BREAKFAST MELT
Washington Street Diner
Admit it. You've thought about Doubling Down at KFC. If you're not that risky, Washington Street Diner features its own bread-substitute sandwich concept, the Breakfast Melt ($7.75). Two potato pancakes cuddle a pile of grilled corned beef slathered in Swiss cheese and two over-easy eggs. The runny eggs saturate the happy wreck of this faux-sandwich (an a.m. riff on a Reuben), making it a definite fork-and-knife enterprise. Skewer all four elements in one mouthful for a salty, juicy, meat-and-potatoes bite. Owner Dan Fromson inherited the popular recipe from the diner's previous owner and knew when to leave well enough alone.
Side Dish: Trendy touches, such as minimalist decor and sleek metal seating, don't stop this diner from maintaining a traditional feel. "I'd say 80 percent of our customers are regulars," Fromson says. "It's just fun to hang out here."
8233 E. Washington St., Chagrin Falls, 440-543-0436
BANANAS FRENCH TOAST
Yasoo
Yasoo's owner, John Michaels, tasted bananas flambé during a Vegas vacation and morphed the dessert into one mighty decadent breakfast treat. Encased in a cocoon of sweetness — not quite as thick as a syrup coating but leagues beyond the ordinary butter batter swiped across white toast — these slices of gooey French toast ($5.99) ferry a savory, rich cinnamon and brown sugar sauce to the waiting mouth. Bananas, practically melting into the bread, are sauteed in the same homemade sauce, a mixture that gets its vigor from a dash of fresh-squeezed orange juice. The menu at Yasoo has everything from chef Andre's Barn Buster (home fries topped with biscuits, eggs, sausage gravy and cheese) to a corned beef hash crepe. "Our thing is, everything is homemade," says manager Andrew Johnson. Home fries are sliced and steamed daily; veggies are chopped fresh; even the lemonade is made from scratch. Thank goodness not everything that happens in Vegas stays in Vegas.
Side Dish: At lunch, the restaurant becomes the Hamburger Station. Have the sliders.
3275 State Road, Cuyahoga Falls, 330-920-1036
HERB NELSON
Jim's Open Kitchen
A cooking line right behind the counter lends itself to more than a free show with your meal. At Jim's Open Kitchen it meant the creation of a signature dish when regular Herb Nelson suggested the cook add some home fries to his eggs. "It started with eggs, cheese and onion 50 years ago," says co-owner Kathleen Lawson of the garbage-plate-style dish aptly named the Herb Nelson. "Finally we reached the Ultimate Herb Nelson 10 years ago." In no neat or orderly fashion, eggs and home fries are scrambled on the grill with onion, green pepper, tomato, mushroom, cheese, sausage, ham and bacon ($7.75) in an intimidating-sounding dish that tastes like a mixed-up version of an everything omelet but with less egg filler. "It's a pretty big plate, but people don't have trouble finishing it," Lawson says.
Side Dish: Verbal communication is key at this 52-year-old diner. Don't expect to see a server hand the cook an order ticket — they yell. "We're old-school," Lawson says. "We call our orders in. We don't take credit cards, just cash. It's just the way it works."
Jim's Open Kitchen
A cooking line right behind the counter lends itself to more than a free show with your meal. At Jim's Open Kitchen it meant the creation of a signature dish when regular Herb Nelson suggested the cook add some home fries to his eggs. "It started with eggs, cheese and onion 50 years ago," says co-owner Kathleen Lawson of the garbage-plate-style dish aptly named the Herb Nelson. "Finally we reached the Ultimate Herb Nelson 10 years ago." In no neat or orderly fashion, eggs and home fries are scrambled on the grill with onion, green pepper, tomato, mushroom, cheese, sausage, ham and bacon ($7.75) in an intimidating-sounding dish that tastes like a mixed-up version of an everything omelet but with less egg filler. "It's a pretty big plate, but people don't have trouble finishing it," Lawson says.
Side Dish: Verbal communication is key at this 52-year-old diner. Don't expect to see a server hand the cook an order ticket — they yell. "We're old-school," Lawson says. "We call our orders in. We don't take credit cards, just cash. It's just the way it works."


Take the listing below and print exactly the lines starting at the line containing "What do you" and ending at the line containing "The image size is (976, 446).", both ends included, and no others.

☆ ☆ ☆ ☆

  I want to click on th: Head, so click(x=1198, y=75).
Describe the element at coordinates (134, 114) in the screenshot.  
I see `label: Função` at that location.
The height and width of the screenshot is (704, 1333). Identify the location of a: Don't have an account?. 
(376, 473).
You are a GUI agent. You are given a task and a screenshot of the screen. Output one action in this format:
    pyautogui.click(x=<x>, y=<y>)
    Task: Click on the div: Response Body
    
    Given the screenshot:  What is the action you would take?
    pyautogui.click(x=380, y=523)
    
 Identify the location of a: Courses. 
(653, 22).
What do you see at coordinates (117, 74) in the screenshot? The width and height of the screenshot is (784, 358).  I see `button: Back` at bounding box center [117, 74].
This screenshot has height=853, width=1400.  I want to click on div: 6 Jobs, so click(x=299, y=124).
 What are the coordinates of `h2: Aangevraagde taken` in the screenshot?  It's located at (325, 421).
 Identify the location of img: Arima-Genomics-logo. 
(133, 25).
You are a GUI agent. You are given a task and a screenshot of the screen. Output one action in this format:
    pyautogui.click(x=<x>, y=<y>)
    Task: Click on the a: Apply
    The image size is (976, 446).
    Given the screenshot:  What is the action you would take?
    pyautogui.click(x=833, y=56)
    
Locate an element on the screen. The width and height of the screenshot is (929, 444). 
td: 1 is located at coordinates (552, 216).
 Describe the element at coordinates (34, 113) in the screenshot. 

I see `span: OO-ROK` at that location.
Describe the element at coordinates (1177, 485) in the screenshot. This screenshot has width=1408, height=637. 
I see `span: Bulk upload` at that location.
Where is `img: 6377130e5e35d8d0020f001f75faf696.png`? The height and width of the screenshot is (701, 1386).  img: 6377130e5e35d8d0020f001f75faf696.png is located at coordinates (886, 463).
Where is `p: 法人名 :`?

☆ ☆ ☆ ☆

> _SOLUTION FOR THIS PROBLEM_:
What do you see at coordinates (117, 74) in the screenshot? The width and height of the screenshot is (784, 358).  I see `button: Back` at bounding box center [117, 74].
This screenshot has height=853, width=1400.  I want to click on div: 6 Jobs, so click(x=299, y=124).
 What are the coordinates of `h2: Aangevraagde taken` in the screenshot?  It's located at (325, 421).
 Identify the location of img: Arima-Genomics-logo. 
(133, 25).
You are a GUI agent. You are given a task and a screenshot of the screen. Output one action in this format:
    pyautogui.click(x=<x>, y=<y>)
    Task: Click on the a: Apply
    The image size is (976, 446).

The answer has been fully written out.